Table of Contents
Fetching ...

When Pretty Isn't Useful: Investigating Why Modern Text-to-Image Models Fail as Reliable Training Data Generators

Krzysztof Adamkiewicz, Brian Moser, Stanislav Frolov, Tobias Christian Nauen, Federico Raue, Andreas Dengel

TL;DR

The promise of synthetic data as a scalable substitute for real training sets is revisited and a surprising performance regression is uncovered, highlighting an urgent need to rethink the capabilities of modern T2I models as reliable training data generators.

Abstract

Recent text-to-image (T2I) diffusion models produce visually stunning images and demonstrate excellent prompt following. But do they perform well as synthetic vision data generators? In this work, we revisit the promise of synthetic data as a scalable substitute for real training sets and uncover a surprising performance regression. We generate large-scale synthetic datasets using state-of-the-art T2I models released between 2022 and 2025, train standard classifiers solely on this synthetic data, and evaluate them on real test data. Despite observable advances in visual fidelity and prompt adherence, classification accuracy on real test data consistently declines with newer T2I models as training data generators. Our analysis reveals a hidden trend: These models collapse to a narrow, aesthetic-centric distribution that undermines diversity and label-image alignment. Overall, our findings challenge a growing assumption in vision research, namely that progress in generative realism implies progress in data realism. We thus highlight an urgent need to rethink the capabilities of modern T2I models as reliable training data generators.

When Pretty Isn't Useful: Investigating Why Modern Text-to-Image Models Fail as Reliable Training Data Generators

TL;DR

The promise of synthetic data as a scalable substitute for real training sets is revisited and a surprising performance regression is uncovered, highlighting an urgent need to rethink the capabilities of modern T2I models as reliable training data generators.

Abstract

Recent text-to-image (T2I) diffusion models produce visually stunning images and demonstrate excellent prompt following. But do they perform well as synthetic vision data generators? In this work, we revisit the promise of synthetic data as a scalable substitute for real training sets and uncover a surprising performance regression. We generate large-scale synthetic datasets using state-of-the-art T2I models released between 2022 and 2025, train standard classifiers solely on this synthetic data, and evaluate them on real test data.
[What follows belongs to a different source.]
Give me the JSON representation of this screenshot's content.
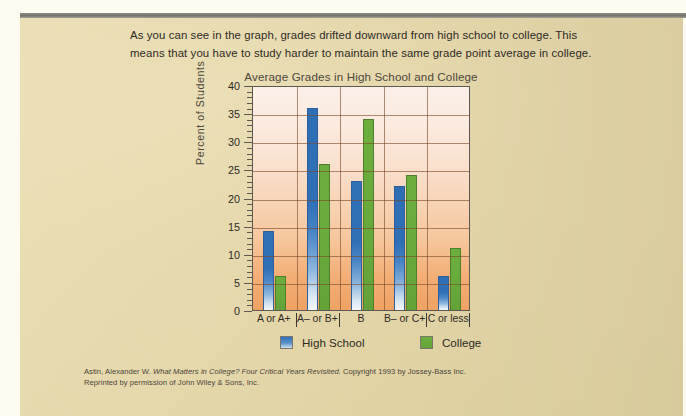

Despite observable advances in visual fidelity and prompt adherence, classification accuracy on real test data consistently declines with newer T2I models as training data generators. Our analysis reveals a hidden trend: These models collapse to a narrow, aesthetic-centric distribution that undermines diversity and label-image alignment. Overall, our findings challenge a growing assumption in vision research, namely that progress in generative realism implies progress in data realism. We thus highlight an urgent need to rethink the capabilities of modern T2I models as reliable training data generators.
Paper Structure (31 sections, 7 figures)

This paper contains 31 sections, 7 figures.

Figures (7)

  • Figure 1: We train ResNet-50 classifiers on images generated by various T2I models for a subset of ImageNet-1k classes and evaluate their accuracy on real test data (Synth $\rightarrow$ Real). Our results reveal a downward trend over time. Newer models get progressively worse as reliable training data generators.
  • Figure 2: To probe which aspects of synthetic images are most affected, we transform images to suppress or amplify the effects of distortions in a given domain. To separate the effect of low and high level details, we measure the performance gap when training in depth space, which removes textures, and training a low-receptive-field (visualized in the figure) classifier which operates on $9\times9$ image patches and hence does not rely on structure. To separate the effects of high and low frequency distortions, we train on low and high-pass filtered images. Removing offending features should close the gap with relation to RGB, while removing non-offending features should widen it.
  • Figure 3: Accuracy on the real ImageNet-1k test set versus GenEval score (top) and CLIPScore (bottom). Each point represents the performance of a classifier trained on data synthesized by a specific T2I model; the horizontal line indicates the baseline trained on real data. Across architectures, we observe a downward trend; higher benchmark scores correspond to lower transfer performance for class label prompts.
  • Figure 4: Performance comparison for (left) structure (depth-based classifier) and texture (local feature classifier), and (right) frequency-filtered data for class name- and caption-guided synthetic datasets. Image structure is consistently less affected than texture, while high-frequency components degrade more strongly than low frequencies (especially in better-performing models).
  • Figure 5: Dataset diversity using density and coverage metrics from naeem2020reliable, plotted against classifier accuracy on real data (color). Models with high density but low coverage produce visually consistent yet distributionally narrow samples, while those with higher coverage span a broader portion of real data space and correlate with better generalization. Thus, recent T2I models achieve higher sample quality through compact, high-density clusters but sacrifice diversity essential for training quality.